No, cool, or maybe she’d warmed it up some since they dumped her here.  It was soothing against her heated skin, at least. There was a faint hiss of recycled air and the hum of an engine, foreign in her ears after all this time.  Clarke blinked, the yellow-orange glare of the lights stinging her eyes, and decided to just keep them closed.

Footsteps came and went outside of her cell and every few minutes her muscles would jerk involuntarily.  When they brought her in she thought her leg muscles would never stop jumping, that her hands would never uncurl, but now it had faded to the occasional twitch of a limb and a burning sensation in her throat.

At least it was better than the collar, which was pain like she’d never felt before.  It shattered the world into jagged shards and turned her muscles to stone, and when she collapsed to the ground it made her dig her face into the dirt and wish she’d been buried under it six years ago.  They laughed at her and the world splintered further, until there was nothing but pain and fear and screams that might have been hers.

It had happened so fast.  One minute she was burning, her nerves screaming in agony, and then the next he was walking into a bright circle of light to demand her freedom.  Diyoza had ordered her dragged out of the circle of her tormentors so quickly she could barely get a glimpse of him.

Bellamy.

Alive.

Bellamy had come for her.

Or maybe he hadn’t.  Maybe the shocks had done to her what that fever did— unlocked the part of her brain that wanted to ease her suffering.  She could keep it at bay usually, but maybe now, weakened from her torture and the suffocating fear of what would happen if they found Madi, it was trying to give her peace.

Maybe she was dying, and her mind had given her the one thing she didn’t dare to hope for.

Footsteps paused outside her cell and the door swung open.  It took everything in her to twist her neck but she had to be sure, wanted to face whoever was coming for her if it was the last thing she did.
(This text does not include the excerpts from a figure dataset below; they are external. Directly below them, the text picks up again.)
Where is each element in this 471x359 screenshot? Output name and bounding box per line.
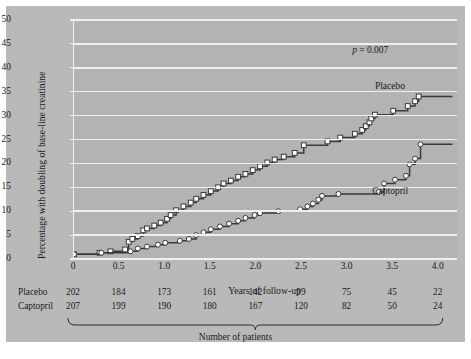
table-cell: 180	[190, 301, 230, 311]
table-cell: 199	[99, 301, 139, 311]
gridline	[74, 115, 457, 117]
data-point-marker	[99, 250, 104, 255]
data-point-marker	[243, 172, 248, 177]
table-cell: 207	[53, 301, 93, 311]
x-tick-label: 0.5	[104, 261, 134, 271]
data-point-marker	[158, 220, 163, 225]
data-point-marker	[418, 142, 423, 147]
x-tick-label: 2.5	[286, 261, 316, 271]
data-point-marker	[301, 143, 306, 148]
y-tick-label: 35	[0, 87, 11, 97]
data-point-marker	[123, 247, 128, 252]
y-tick-label: 25	[0, 135, 11, 145]
y-tick-mark	[70, 67, 75, 68]
data-point-marker	[163, 240, 168, 245]
table-cell: 24	[418, 301, 458, 311]
table-cell: 161	[190, 287, 230, 297]
y-tick-label: 20	[0, 158, 11, 168]
data-point-marker	[128, 249, 133, 254]
data-point-marker	[144, 244, 149, 249]
p-symbol: p	[352, 45, 357, 55]
data-point-marker	[236, 174, 241, 179]
y-tick-mark	[70, 19, 75, 20]
data-point-marker	[413, 156, 418, 161]
data-point-marker	[250, 168, 255, 173]
table-row-label: Captopril	[18, 301, 53, 311]
figure-panel: Percentage with doubling of base-line cr…	[6, 6, 465, 342]
table-cell: 142	[235, 287, 275, 297]
data-point-marker	[320, 193, 325, 198]
data-point-marker	[217, 224, 222, 229]
gridline	[74, 91, 457, 93]
y-tick-mark	[70, 115, 75, 116]
y-tick-mark	[70, 258, 75, 259]
data-point-marker	[413, 99, 418, 104]
y-tick-label: 50	[0, 15, 11, 25]
data-point-marker	[130, 237, 135, 242]
x-tick-label: 3.0	[332, 261, 362, 271]
table-caption: Number of patients	[6, 332, 465, 342]
y-tick-mark	[70, 235, 75, 236]
data-point-marker	[145, 226, 150, 231]
gridline	[74, 19, 457, 21]
table-cell: 22	[418, 287, 458, 297]
data-point-marker	[74, 252, 77, 257]
plot-area: p = 0.007 Placebo Captopril	[73, 20, 457, 259]
table-cell: 190	[144, 301, 184, 311]
data-point-marker	[252, 213, 257, 218]
gridline	[74, 234, 457, 236]
y-tick-mark	[70, 211, 75, 212]
data-point-marker	[305, 204, 310, 209]
data-point-marker	[221, 181, 226, 186]
data-point-marker	[416, 94, 421, 99]
data-point-marker	[281, 154, 286, 159]
x-tick-label: 0	[58, 261, 88, 271]
y-tick-mark	[70, 91, 75, 92]
table-row-label: Placebo	[18, 287, 47, 297]
y-tick-label: 10	[0, 206, 11, 216]
y-tick-label: 40	[0, 63, 11, 73]
y-axis-label: Percentage with doubling of base-line cr…	[36, 72, 47, 260]
x-tick-label: 1.0	[149, 261, 179, 271]
data-point-marker	[181, 204, 186, 209]
data-point-marker	[243, 215, 248, 220]
data-point-marker	[186, 236, 191, 241]
data-point-marker	[201, 193, 206, 198]
data-point-marker	[227, 221, 232, 226]
y-tick-label: 5	[0, 230, 11, 240]
y-tick-label: 45	[0, 39, 11, 49]
data-point-marker	[352, 131, 357, 136]
y-tick-mark	[70, 187, 75, 188]
data-point-marker	[272, 157, 277, 162]
data-point-marker	[152, 223, 157, 228]
table-cell: 75	[327, 287, 367, 297]
data-point-marker	[292, 150, 297, 155]
x-tick-label: 1.5	[195, 261, 225, 271]
table-cell: 45	[372, 287, 412, 297]
table-cell: 50	[372, 301, 412, 311]
table-cell: 167	[235, 301, 275, 311]
gridline	[74, 67, 457, 69]
series-label-captopril: Captopril	[372, 186, 408, 196]
data-point-marker	[168, 213, 173, 218]
data-point-marker	[258, 164, 263, 169]
gridline	[74, 139, 457, 141]
x-tick-label: 4.0	[423, 261, 453, 271]
y-tick-mark	[70, 139, 75, 140]
gridline	[74, 43, 457, 45]
data-point-marker	[336, 191, 341, 196]
gridline	[74, 258, 457, 260]
data-point-marker	[177, 238, 182, 243]
data-point-marker	[391, 108, 396, 113]
data-point-marker	[228, 178, 233, 183]
y-tick-label: 30	[0, 111, 11, 121]
series-label-placebo: Placebo	[375, 81, 405, 91]
y-tick-label: 0	[0, 254, 11, 264]
y-tick-mark	[70, 163, 75, 164]
table-cell: 202	[53, 287, 93, 297]
data-point-marker	[392, 177, 397, 182]
data-point-marker	[403, 173, 408, 178]
data-point-marker	[188, 200, 193, 205]
p-value-annotation: p = 0.007	[352, 45, 388, 55]
table-cell: 99	[281, 287, 321, 297]
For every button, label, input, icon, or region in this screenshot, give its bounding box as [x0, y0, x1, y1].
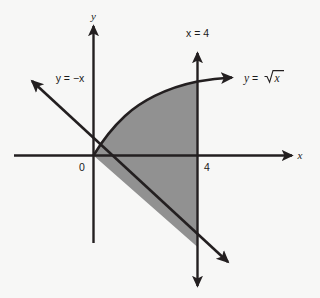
sqrt-label-lhs: y [243, 72, 250, 85]
sqrt-label-radicand: x [274, 72, 281, 84]
x-tick-label-4: 4 [204, 161, 210, 173]
coordinate-plane-svg: x y 0 4 x = 4 y = −x y = x [0, 0, 320, 298]
label-y-equals-sqrt-x: y = x [243, 71, 284, 85]
x-axis-label: x [297, 149, 303, 161]
shaded-region [94, 82, 198, 248]
y-axis-label: y [90, 10, 96, 22]
label-x-equals-4: x = 4 [186, 27, 209, 39]
origin-label: 0 [79, 161, 85, 173]
label-y-equals-negative-x: y = −x [56, 72, 85, 84]
sqrt-label-equals: = [252, 72, 258, 84]
math-figure: x y 0 4 x = 4 y = −x y = x [0, 0, 320, 298]
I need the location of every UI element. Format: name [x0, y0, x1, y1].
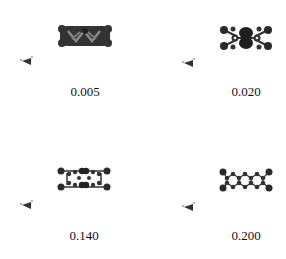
axis-triad-icon [182, 58, 196, 68]
isovalue-label: 0.020 [216, 84, 276, 100]
axis-triad-icon [182, 202, 196, 212]
molecule-partial-surface-icon [219, 24, 273, 52]
isovalue-label: 0.200 [216, 228, 276, 244]
panel-0005: 0.005 [0, 0, 143, 130]
axis-triad-icon [20, 56, 34, 66]
isovalue-label: 0.005 [55, 84, 115, 100]
panel-0020: 0.020 [143, 0, 286, 130]
molecule-surface-icon [58, 23, 112, 49]
panel-0200: 0.200 [143, 130, 286, 259]
molecule-ball-and-stick-icon [57, 167, 111, 193]
isovalue-label: 0.140 [54, 228, 114, 244]
molecule-ball-and-stick-icon [219, 168, 273, 192]
axis-triad-icon [20, 200, 34, 210]
panel-0140: 0.140 [0, 130, 143, 259]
He was hidden by shadows but his shape was achingly familiar.  He stepped into the light, brow furrowed in concern, and then he was jogging across the cell to her bench.  She struggled to sit up but his arms were there, wrapping around her and lifting her up so lightly she still thought it might be a dream.

His eyes found hers, cloudy with fear and disbelief and something else she couldn’t quite read, and she surrendered herself to the hallucination.  She melted into him.  It was solace, sweet relief and peace and closure at what had to be the end. His chest was solid, warm; his arms clutching her against him strong and steady.  She breathed him in, metal and pine and the tang of smoke, and felt his lips come to rest on the curve of her neck.  

But her hallucination hadn’t had weight when he sat down, had only touched her so lightly it could have been the breeze.  He didn’t hold her tightly; he didn’t have a smell that unlocked something deep in her belly. He’d looked the way she remembered, not like this— older and a little weathered, with a beard that scratched softly at her skin as he rocked her back and forth in his embrace.

Clarke let her eyes flutter closed.  “You’re really here,” she murmured, and felt his chest rumble against hers in recognition.  That, more than anything, made her certain.

Bellamy had come for her.

And another tear slipped down her cheek.